The cab dropped me off at a nearly empty parking lot, but I immediately recognized Jake’s Mercedes that he was still driving from the last time I was here. This place wasn’t as bad as I thought it would be. Not that I had imagined anything awful, but considering the area, I was unsure what I’d be walking into. Seeing it now, I felt stupid for being so concerned.
There was a two-story brick building with a small sign above the door that read ‘Office.’ From here, I could see out into the beautiful, rolling water of the Atlantic. It didn’t look like Jake had many boats docked here, but maybe that was on purpose. One large yacht seemed to have the whole place to themselves.
I couldn’t help but notice a huge black and gray building sitting in the middle of one of the bays, and my first thought was that it was a kind of boat mechanic place or something like that. Not being overly familiar with how marinas worked or what they really did day-to-day, I figured that I’d get Jake to explain it to me later.
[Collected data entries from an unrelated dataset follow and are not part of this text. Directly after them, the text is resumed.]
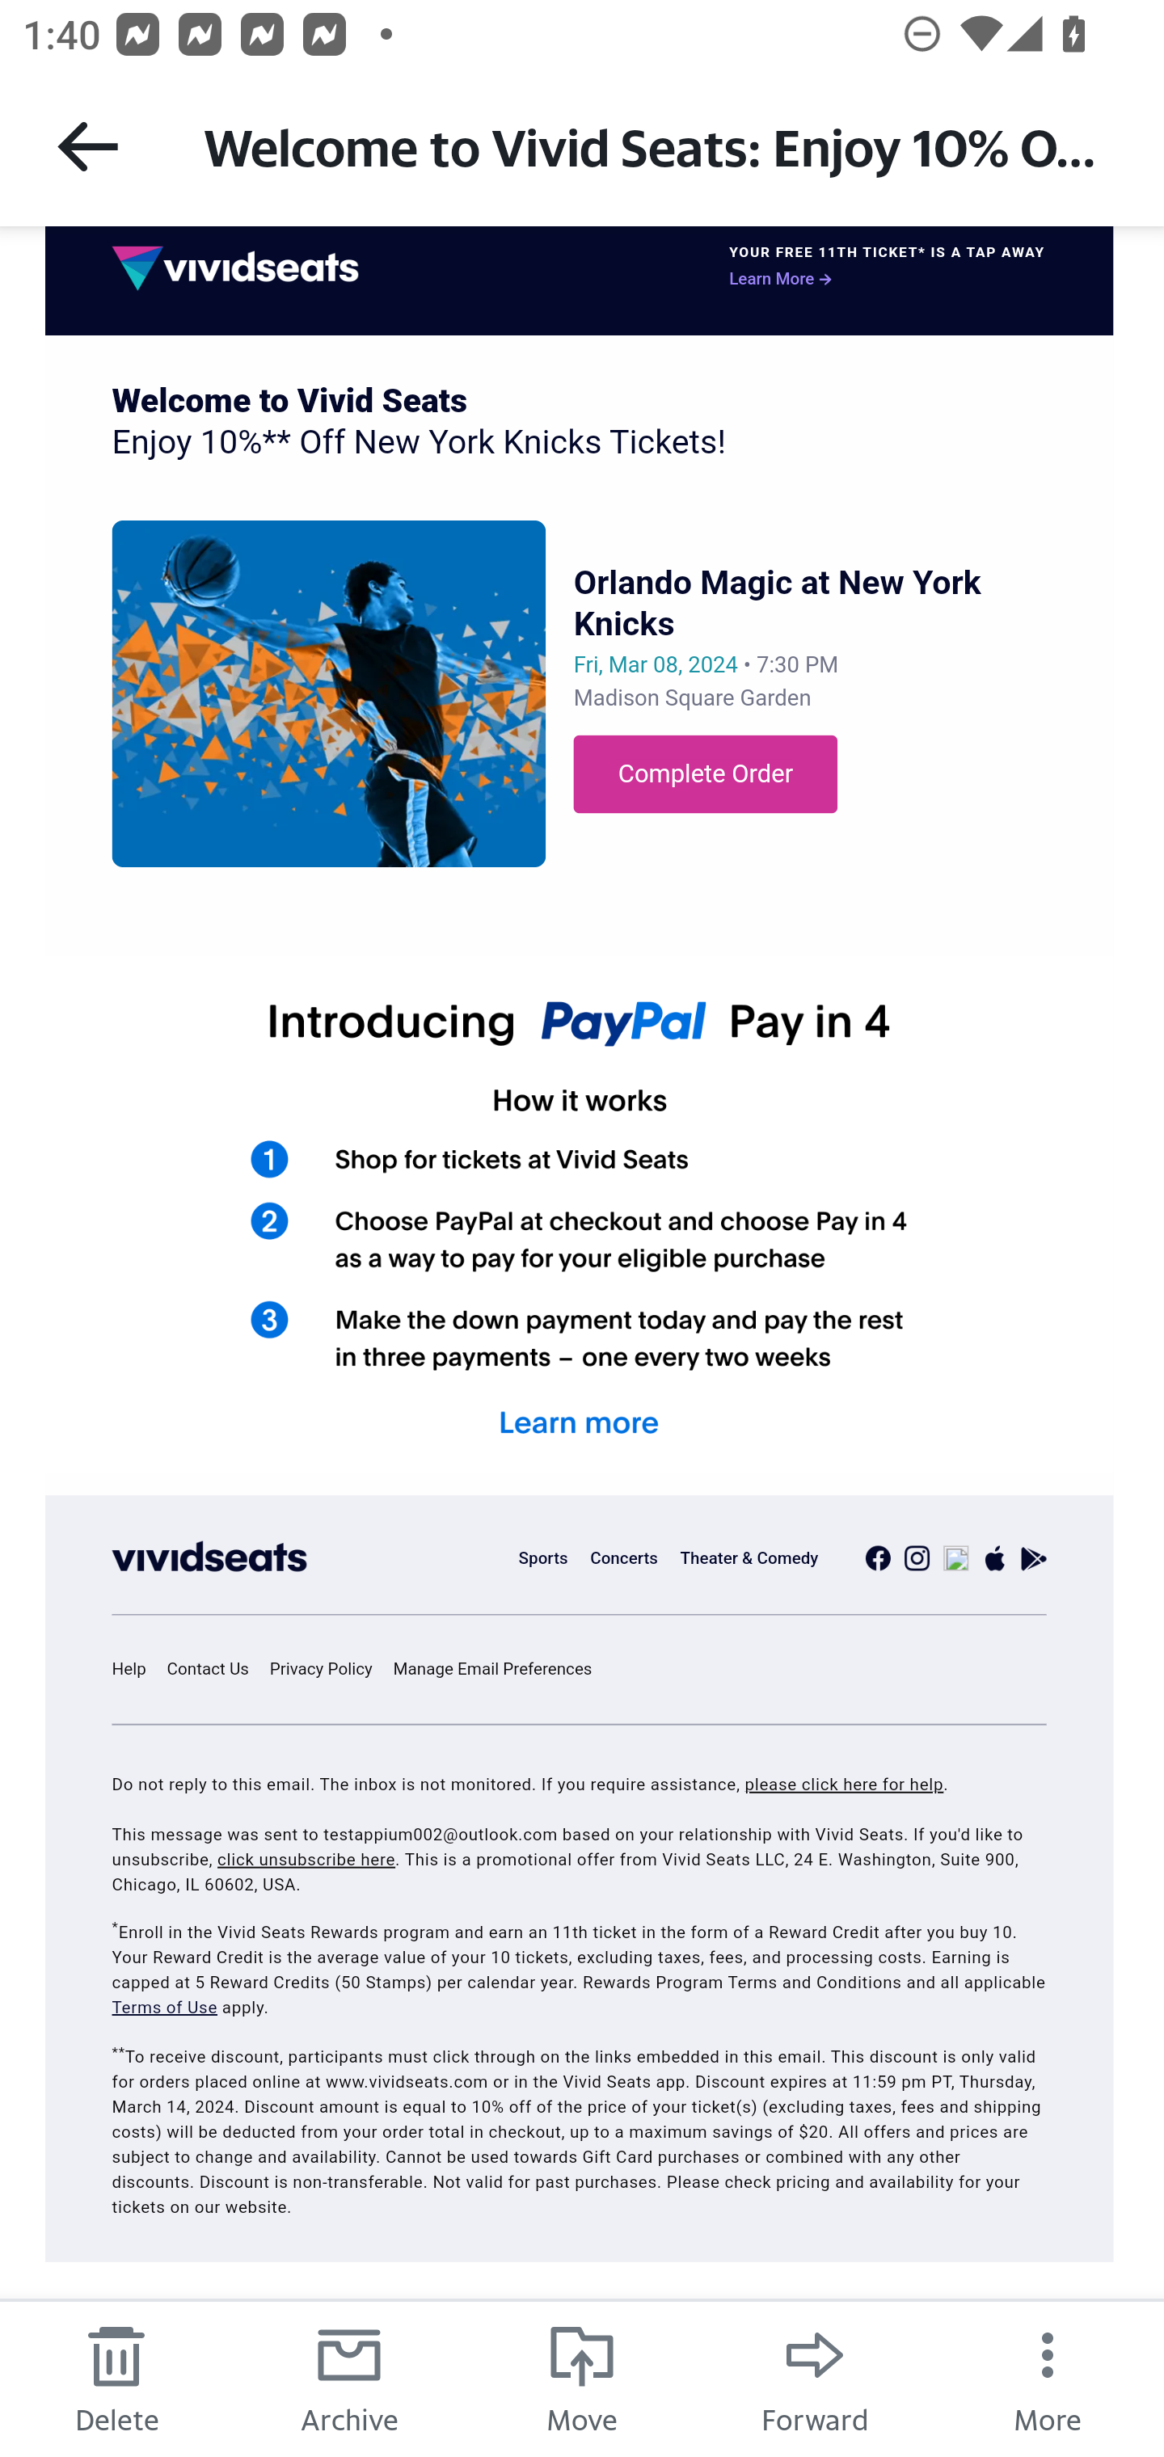 The image size is (1164, 2457). Describe the element at coordinates (876, 1557) in the screenshot. I see `facebook` at that location.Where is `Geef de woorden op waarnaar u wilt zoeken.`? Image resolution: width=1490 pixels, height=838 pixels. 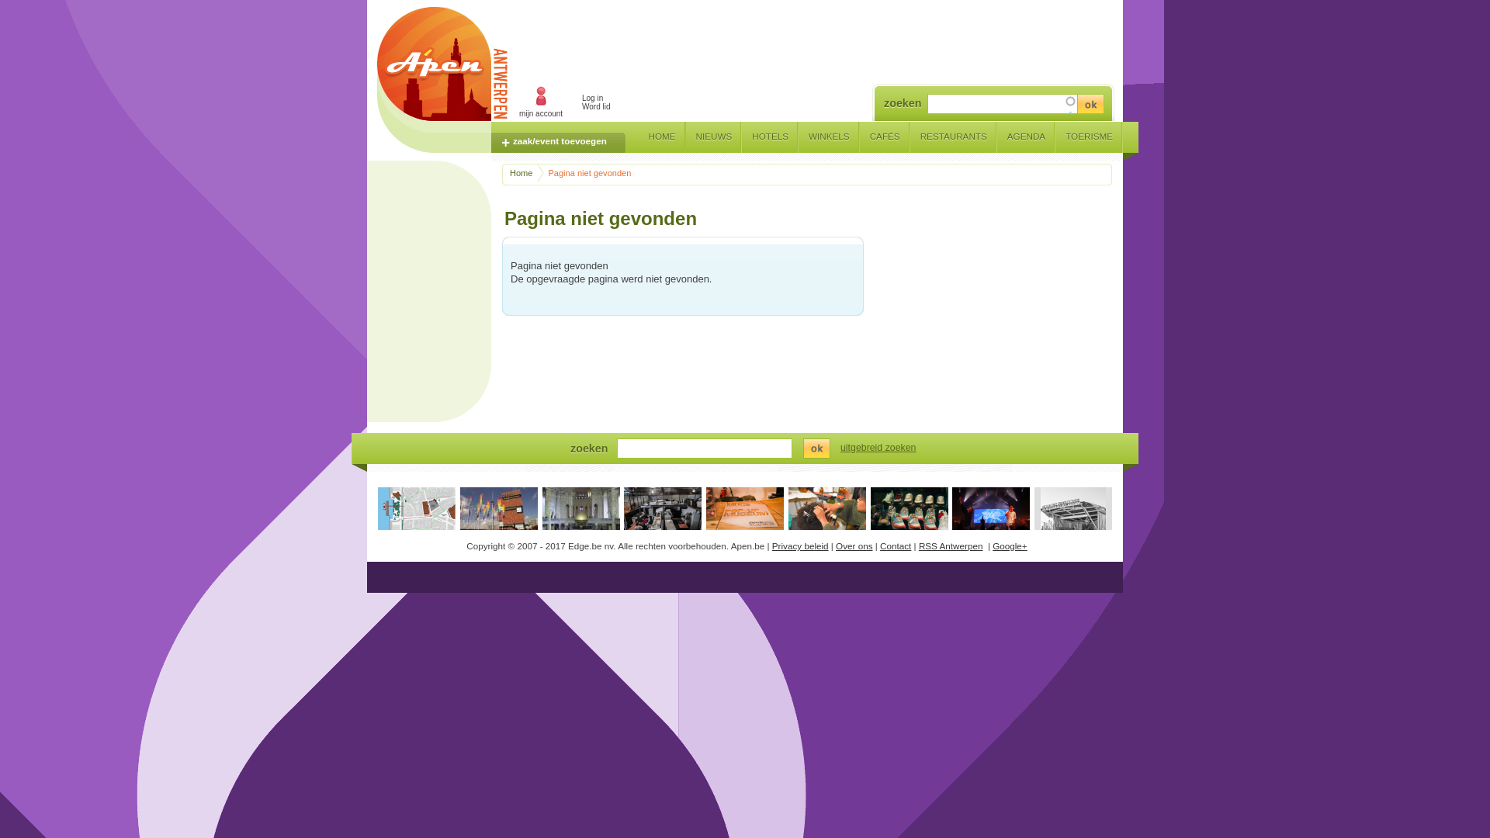
Geef de woorden op waarnaar u wilt zoeken. is located at coordinates (703, 449).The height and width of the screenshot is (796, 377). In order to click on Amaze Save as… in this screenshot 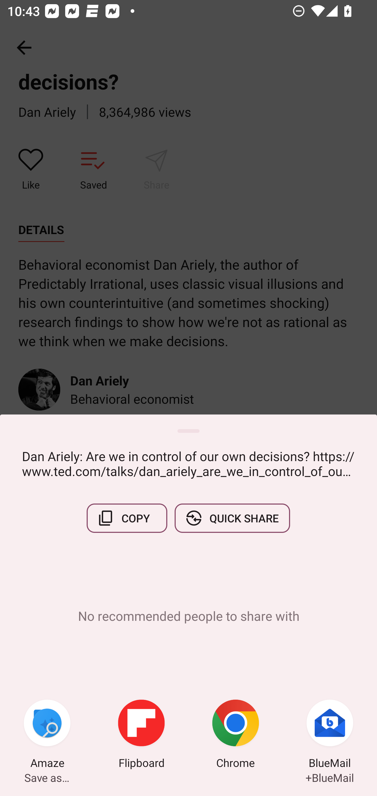, I will do `click(47, 735)`.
As I got closer to the office, I could see that no one was inside of the room. The stairs leading up to the second floor had a chain across them, and I did know enough to know that this was an unwelcome “stay out” sign. So much for going that route.
Well, I was here, so I was going to make the best of it. I started walking out toward the piers with the roped-in walkways, grateful that I’d come dressed comfortably. Sneakers, shorts, and an oversized graphic tee made me feel right at home here. Of course, I’d left all of my luggage back at the hotel and had brought seemingly half of my closet with me. I had no idea how long I was going to be in Miami, and I needed to arrive prepared.
I heard a large metal gate or door opening behind me, so I turned to see the side of the black and gray building being slid open. And there was Mr. Jake Header. My smile must have grown twice the size because I wa
s feeling so nervous at just seeing him again. I started walking back to where he was, wondering what I was going to say when I got there.
I’d be lying if I said that I hadn't rehearsed this a bit. It had been a few months since we’d seen one another, and emails, phone calls, and texts just didn’t have the same feeling once we reached a certain point. So yeah, I had maybe gotten a little speech or ice breaker line ready, but now, looking at him, I couldn’t remember a single word of it.
Jake just so happened to spin around, checking over his shoulder for something, when he saw me. It embarrassed me to admit it, but my heart kind of skipped a beat when I connected with those green eyes. He stopped what he was doing and gave me the biggest smile. Then he started walking toward me.
We met up halfway, and before I knew it, we were in each other’s arms, and I was kissing him. Once I realized what I had done, I pulled myself away and tried to apologize.
“Sorry, heat of the moment kind of thing there,” I mumbled.
“Don’t apologize to me. That’s the best hello I’ve gotten in a while.” Jake grinned at me, and I couldn’t help but return it full force. I was just so happy to see him again.
“You look good.” I was hoping that was a little more normal thing to do. And he did, dressed in a heather red tee-shirt and a pair of old jeans. “I guess that Miami’s been working out for you, huh?”
“It has, for the most part,” he answered coyly. I could tell that my sudden appearance was baffling to him, but I hoped in a good way. “So, what brings you here, Eve, and why didn’t you call? I could have planned a big airport reunion or something like that.” He was still cheerful, and I knew that he would never have done anything even remotely like that, but it was cute of him to say so.
“Well, I wanted to surprise you,” I admitted. “And I didn’t know how long some of my other stuff was going to take this morning, so my ETA was, let’s just say, fluid.” While I was ecstatic to see him, I wasn’t exactly here only to see Jake. I was actually in Miami on a job. “Um, because I’m sort of here on a work thing.”